The woman in the sari said, “Yes, sir.” Back on her feet and looking none the worse. Downright happy, actually. Her faith in Milo ’s protective powers validated, yet again.

“Who’s the tipster, Officer Thorpe?”

“Randy’s fine, sir. I can’t be sure, but there’s this old guy, I thought of him a few days after we spoke, he’s a local. I didn’t call you right away because I had nothing to back it up, then yesterday I spotted him approaching that same phone booth, my last day in uniform before the GTA thing.

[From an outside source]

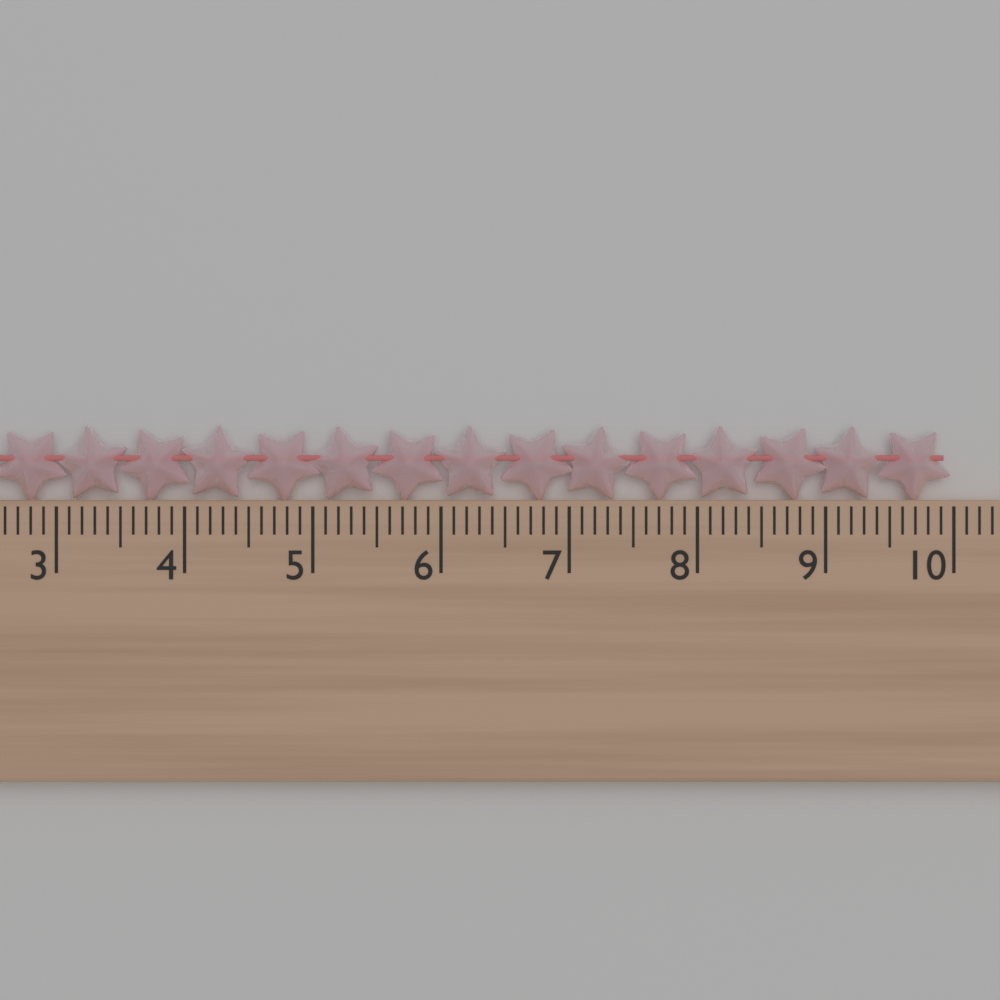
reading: 10.0 cm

I was on Code Seven, having coffee across the street, he walks right up to the booth, makes like he’s going to call, changes his mind, leaves. Returns a few minutes later, gets as far as picking up the receiver, changes his mind again, leaves. I stuck around but he didn’t come back. It could be nothing, but I figured.”

“Appreciate it, Randy. Got a name?”

“All I know is George. But he lives in one of those old-age homes nearby. Here’s the address.”

“Excellent,” said Milo. “Keep those eyes sharp, Randy. This works out, I’ll put in a good word with the chief.”

“You can do that?”

“Anytime.”

Two Georges in residence at the mint-green apartment complex recast as Peace Gardens Retirement Center. George Bannahyde was wheelchair-bound and never left the building. George Kaplan, “one of our healthier ones,” resided in a second-story room.

Too many old-age homes are hovels designed to stuff owners’ pockets with taxpayer largesse. This one was clean, fresh smelling, softly lit, with snacks in abundance and well-fed, nicely groomed residents playing board games, exercising on mats, watching movies on wide-screen TVs. A posted schedule listed activities every daylight hour, mealtimes excepted.

Milo assured the desk clerk that Mr. Kaplan wasn’t in trouble, just the opposite, he was important to LAPD.

She said, “George?”

“Is he in?”

“Up in his room. I can call him down if you’d like.”

“No, that’s fine, we’ll just drop in.”

Lots of head-turns as Milo and I walked past the activity. We climbed the stairs to a freshly vacuumed corridor. Bouncy brown carpeting, mock-adobe walls, burnt-orange doors equipped with name slots.

G. Kaplan’s door was open. A small, round-backed, light-skinned black man sat on a neatly tucked bed, wearing a white shirt buttoned to the neck, knife-pressed maroon slacks, spit-polished black-and-white wingtips. Skimpy silver hair was pomaded to iridescence. Gray-blue eyes, not that different in hue from mine, studied us with amusement. A box of Tam Tam crackers, a bottle of dry-roasted peanuts, and a setup for instant coffee sat on a nightstand. The wall above the headboard bore portraits of Martin Luther King and Lyndon Johnson, the latter signed.